Parsing the above iCalendar file takes a very long time. Removing the VTIMEZONE component from the file speeds the parse time up significantly, so the issue appears to be with how biweekly is handling this component.
The bottleneck seems to be that, in order to convert the necessary date/time property values to the given timezone, it wants to calculate the daylight savings time switch-over dates for every year since 1600 (this is the start date defined in the VTIMEZONE component). And it repeats this process from scratch for every date/time property that's using the timezone.
The code in question is located in the ICalTimeZone.getObservanceBoundary(int, int, int, int, int, int) method. In two places, a RecurrenceIterator object is created and iterated over until the right date is found. Caching the values that this iterator generates may help with performance. It is unclear whether the RecurrenceIterator.advanceTo() method will help, as this may cause the iterator to skip over the value that it's looking for (in at least one case).
Workaround:
A workaround is to use Olson timezone IDs. This forces biweekly to use Java's integrated timezone definitions, which greatly speeds up the parsing process. To do this, simply prepend every TZID parameter value with a "/", like so:
DTSTART;TZID="/Europe/Istanbul":20160628T110000
If you have no control over how the .ics files are created, this could be accomplished with some simple "find and replace" code on the .ics file contents.
spring.ics.txt
Parsing the above iCalendar file takes a very long time. Removing the VTIMEZONE component from the file speeds the parse time up significantly, so the issue appears to be with how biweekly is handling this component.
The bottleneck seems to be that, in order to convert the necessary date/time property values to the given timezone, it wants to calculate the daylight savings time switch-over dates for every year since 1600 (this is the start date defined in the VTIMEZONE component). And it repeats this process from scratch for every date/time property that's using the timezone.
The code in question is located in the
ICalTimeZone.getObservanceBoundary(int, int, int, int, int, int)
method. In two places, aRecurrenceIterator
object is created and iterated over until the right date is found. Caching the values that this iterator generates may help with performance. It is unclear whether theRecurrenceIterator.advanceTo()
method will help, as this may cause the iterator to skip over the value that it's looking for (in at least one case).Workaround:
A workaround is to use Olson timezone IDs. This forces biweekly to use Java's integrated timezone definitions, which greatly speeds up the parsing process. To do this, simply prepend every TZID parameter value with a "/", like so:
DTSTART;TZID="/Europe/Istanbul":20160628T110000
If you have no control over how the .ics files are created, this could be accomplished with some simple "find and replace" code on the .ics file contents.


■ **What the task requires**
Word for word, restate all the records; images are not part of the copy.

[Dataset rows for apps and sites]
-*-

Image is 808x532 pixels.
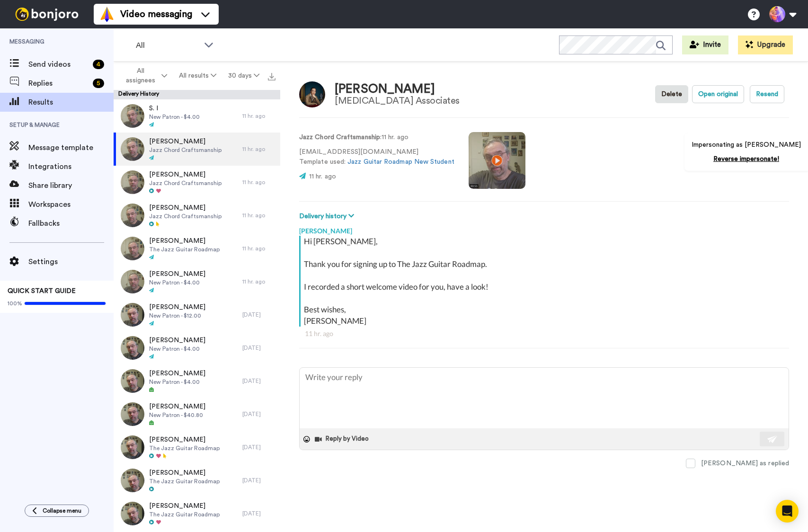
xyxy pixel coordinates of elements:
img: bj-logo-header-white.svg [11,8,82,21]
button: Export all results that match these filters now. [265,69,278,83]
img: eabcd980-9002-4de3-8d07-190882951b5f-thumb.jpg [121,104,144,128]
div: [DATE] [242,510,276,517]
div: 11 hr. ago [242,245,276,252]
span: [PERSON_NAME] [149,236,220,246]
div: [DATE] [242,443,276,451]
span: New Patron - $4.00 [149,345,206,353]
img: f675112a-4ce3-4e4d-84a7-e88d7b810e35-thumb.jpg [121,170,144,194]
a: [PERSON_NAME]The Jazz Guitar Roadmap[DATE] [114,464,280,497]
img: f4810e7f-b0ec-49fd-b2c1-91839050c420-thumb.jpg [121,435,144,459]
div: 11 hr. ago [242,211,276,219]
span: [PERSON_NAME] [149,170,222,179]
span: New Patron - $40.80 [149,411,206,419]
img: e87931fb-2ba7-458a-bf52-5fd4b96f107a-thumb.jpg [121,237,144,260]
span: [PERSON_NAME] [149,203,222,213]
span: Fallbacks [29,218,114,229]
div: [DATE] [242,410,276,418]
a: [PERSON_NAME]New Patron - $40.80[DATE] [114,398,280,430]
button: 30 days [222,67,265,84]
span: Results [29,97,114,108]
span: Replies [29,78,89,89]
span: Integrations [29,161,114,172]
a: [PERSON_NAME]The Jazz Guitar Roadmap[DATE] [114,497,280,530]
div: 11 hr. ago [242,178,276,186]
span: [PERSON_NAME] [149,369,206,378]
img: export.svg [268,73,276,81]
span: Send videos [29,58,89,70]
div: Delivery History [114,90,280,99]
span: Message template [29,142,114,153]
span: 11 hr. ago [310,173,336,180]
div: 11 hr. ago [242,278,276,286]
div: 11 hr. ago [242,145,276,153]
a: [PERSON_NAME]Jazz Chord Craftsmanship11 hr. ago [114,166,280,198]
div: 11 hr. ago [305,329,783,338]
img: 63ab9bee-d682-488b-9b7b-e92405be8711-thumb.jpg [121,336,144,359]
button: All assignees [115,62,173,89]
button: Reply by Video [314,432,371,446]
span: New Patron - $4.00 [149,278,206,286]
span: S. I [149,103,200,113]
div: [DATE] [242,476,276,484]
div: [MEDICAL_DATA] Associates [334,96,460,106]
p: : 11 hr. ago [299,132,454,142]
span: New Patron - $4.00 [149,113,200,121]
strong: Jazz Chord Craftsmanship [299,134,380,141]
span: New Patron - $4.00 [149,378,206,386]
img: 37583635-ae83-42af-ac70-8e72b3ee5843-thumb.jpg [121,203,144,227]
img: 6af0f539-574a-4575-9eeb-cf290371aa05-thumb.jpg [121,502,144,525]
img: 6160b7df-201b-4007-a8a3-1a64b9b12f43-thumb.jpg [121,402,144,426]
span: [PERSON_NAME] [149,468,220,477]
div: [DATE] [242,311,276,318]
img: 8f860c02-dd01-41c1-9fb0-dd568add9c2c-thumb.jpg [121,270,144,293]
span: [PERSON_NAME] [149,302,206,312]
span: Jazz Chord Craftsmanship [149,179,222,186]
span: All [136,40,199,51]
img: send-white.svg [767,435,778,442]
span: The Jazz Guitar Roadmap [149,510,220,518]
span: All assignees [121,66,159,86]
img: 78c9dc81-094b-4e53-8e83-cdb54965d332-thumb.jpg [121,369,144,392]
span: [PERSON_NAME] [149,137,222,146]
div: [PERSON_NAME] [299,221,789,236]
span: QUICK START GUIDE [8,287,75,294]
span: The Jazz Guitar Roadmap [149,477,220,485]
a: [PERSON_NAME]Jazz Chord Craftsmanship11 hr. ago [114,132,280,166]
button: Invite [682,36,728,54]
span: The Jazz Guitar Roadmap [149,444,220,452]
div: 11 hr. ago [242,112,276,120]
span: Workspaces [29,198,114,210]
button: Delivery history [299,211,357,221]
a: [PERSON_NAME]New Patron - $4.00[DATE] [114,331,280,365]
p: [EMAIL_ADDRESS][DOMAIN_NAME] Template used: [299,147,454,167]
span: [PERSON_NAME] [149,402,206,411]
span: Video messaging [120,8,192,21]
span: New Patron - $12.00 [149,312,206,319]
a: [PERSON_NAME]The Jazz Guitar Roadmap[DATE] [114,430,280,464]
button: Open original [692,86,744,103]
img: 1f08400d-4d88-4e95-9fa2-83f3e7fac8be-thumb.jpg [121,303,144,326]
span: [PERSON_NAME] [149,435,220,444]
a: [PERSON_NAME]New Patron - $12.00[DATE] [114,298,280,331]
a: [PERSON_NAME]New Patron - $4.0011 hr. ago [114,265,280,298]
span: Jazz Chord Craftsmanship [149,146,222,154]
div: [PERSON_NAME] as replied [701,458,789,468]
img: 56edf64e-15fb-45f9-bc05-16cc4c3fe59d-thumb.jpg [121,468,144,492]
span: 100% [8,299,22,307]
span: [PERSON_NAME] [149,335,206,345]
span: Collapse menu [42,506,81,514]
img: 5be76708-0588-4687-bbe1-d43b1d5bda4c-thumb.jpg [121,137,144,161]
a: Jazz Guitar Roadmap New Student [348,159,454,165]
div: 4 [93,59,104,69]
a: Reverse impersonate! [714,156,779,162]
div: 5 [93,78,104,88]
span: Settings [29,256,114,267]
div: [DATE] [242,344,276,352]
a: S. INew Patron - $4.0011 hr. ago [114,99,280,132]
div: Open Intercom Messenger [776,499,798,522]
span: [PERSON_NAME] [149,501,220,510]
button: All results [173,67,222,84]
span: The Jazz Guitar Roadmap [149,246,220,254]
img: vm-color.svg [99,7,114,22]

-*-

■ **Answer below**
Image is 808x532 pixels.
xyxy pixel coordinates of elements:
img: bj-logo-header-white.svg [11,8,82,21]
button: Export all results that match these filters now. [265,69,278,83]
img: eabcd980-9002-4de3-8d07-190882951b5f-thumb.jpg [121,104,144,128]
div: [DATE] [242,510,276,517]
div: 11 hr. ago [242,245,276,252]
span: [PERSON_NAME] [149,236,220,246]
div: [DATE] [242,443,276,451]
span: New Patron - $4.00 [149,345,206,353]
img: f675112a-4ce3-4e4d-84a7-e88d7b810e35-thumb.jpg [121,170,144,194]
a: [PERSON_NAME]The Jazz Guitar Roadmap[DATE] [114,464,280,497]
img: f4810e7f-b0ec-49fd-b2c1-91839050c420-thumb.jpg [121,435,144,459]
div: 11 hr. ago [242,211,276,219]
span: [PERSON_NAME] [149,170,222,179]
span: New Patron - $40.80 [149,411,206,419]
img: e87931fb-2ba7-458a-bf52-5fd4b96f107a-thumb.jpg [121,237,144,260]
span: [PERSON_NAME] [149,203,222,213]
span: Fallbacks [29,218,114,229]
div: [DATE] [242,410,276,418]
a: [PERSON_NAME]New Patron - $40.80[DATE] [114,398,280,430]
button: 30 days [222,67,265,84]
span: Results [29,97,114,108]
span: Replies [29,78,89,89]
span: Integrations [29,161,114,172]
a: [PERSON_NAME]The Jazz Guitar Roadmap[DATE] [114,497,280,530]
div: 11 hr. ago [242,178,276,186]
span: [PERSON_NAME] [149,369,206,378]
img: export.svg [268,73,276,81]
span: Send videos [29,58,89,70]
div: Delivery History [114,90,280,99]
span: Message template [29,142,114,153]
span: 11 hr. ago [310,173,336,180]
div: 11 hr. ago [242,278,276,286]
div: 11 hr. ago [242,145,276,153]
a: [PERSON_NAME]Jazz Chord Craftsmanship11 hr. ago [114,166,280,198]
div: 11 hr. ago [305,329,783,338]
img: 63ab9bee-d682-488b-9b7b-e92405be8711-thumb.jpg [121,336,144,359]
button: All assignees [115,62,173,89]
button: Reply by Video [314,432,371,446]
span: New Patron - $4.00 [149,278,206,286]
span: S. I [149,103,200,113]
div: [DATE] [242,476,276,484]
div: [MEDICAL_DATA] Associates [334,96,460,106]
p: : 11 hr. ago [299,132,454,142]
span: New Patron - $4.00 [149,113,200,121]
strong: Jazz Chord Craftsmanship [299,134,380,141]
span: New Patron - $4.00 [149,378,206,386]
img: 37583635-ae83-42af-ac70-8e72b3ee5843-thumb.jpg [121,203,144,227]
img: 6af0f539-574a-4575-9eeb-cf290371aa05-thumb.jpg [121,502,144,525]
img: 6160b7df-201b-4007-a8a3-1a64b9b12f43-thumb.jpg [121,402,144,426]
span: [PERSON_NAME] [149,468,220,477]
div: [DATE] [242,311,276,318]
img: 8f860c02-dd01-41c1-9fb0-dd568add9c2c-thumb.jpg [121,270,144,293]
span: [PERSON_NAME] [149,302,206,312]
span: Jazz Chord Craftsmanship [149,179,222,186]
span: All [136,40,199,51]
img: send-white.svg [767,435,778,442]
span: The Jazz Guitar Roadmap [149,510,220,518]
span: All assignees [121,66,159,86]
img: 78c9dc81-094b-4e53-8e83-cdb54965d332-thumb.jpg [121,369,144,392]
span: [PERSON_NAME] [149,137,222,146]
div: [PERSON_NAME] [299,221,789,236]
span: QUICK START GUIDE [8,287,75,294]
span: The Jazz Guitar Roadmap [149,477,220,485]
a: [PERSON_NAME]Jazz Chord Craftsmanship11 hr. ago [114,132,280,166]
button: Invite [682,36,728,54]
span: The Jazz Guitar Roadmap [149,444,220,452]
div: 11 hr. ago [242,112,276,120]
span: Workspaces [29,198,114,210]
button: Delivery history [299,211,357,221]
a: [PERSON_NAME]New Patron - $4.00[DATE] [114,331,280,365]
p: [EMAIL_ADDRESS][DOMAIN_NAME] Template used: [299,147,454,167]
span: [PERSON_NAME] [149,402,206,411]
span: Video messaging [120,8,192,21]
span: New Patron - $12.00 [149,312,206,319]
a: [PERSON_NAME]The Jazz Guitar Roadmap[DATE] [114,430,280,464]
button: Open original [692,86,744,103]
img: 1f08400d-4d88-4e95-9fa2-83f3e7fac8be-thumb.jpg [121,303,144,326]
span: [PERSON_NAME] [149,435,220,444]
a: [PERSON_NAME]New Patron - $12.00[DATE] [114,298,280,331]
a: [PERSON_NAME]New Patron - $4.0011 hr. ago [114,265,280,298]
span: Jazz Chord Craftsmanship [149,146,222,154]
div: [PERSON_NAME] as replied [701,458,789,468]
img: 56edf64e-15fb-45f9-bc05-16cc4c3fe59d-thumb.jpg [121,468,144,492]
span: 100% [8,299,22,307]
span: [PERSON_NAME] [149,335,206,345]
span: Collapse menu [42,506,81,514]
img: 5be76708-0588-4687-bbe1-d43b1d5bda4c-thumb.jpg [121,137,144,161]
a: Jazz Guitar Roadmap New Student [348,159,454,165]
div: 4 [93,59,104,69]
a: Reverse impersonate! [714,156,779,162]
div: 5 [93,78,104,88]
span: Settings [29,256,114,267]
div: [DATE] [242,344,276,352]
a: S. INew Patron - $4.0011 hr. ago [114,99,280,132]
div: Open Intercom Messenger [776,499,798,522]
span: [PERSON_NAME] [149,501,220,510]
button: All results [173,67,222,84]
span: The Jazz Guitar Roadmap [149,246,220,254]
img: vm-color.svg [99,7,114,22]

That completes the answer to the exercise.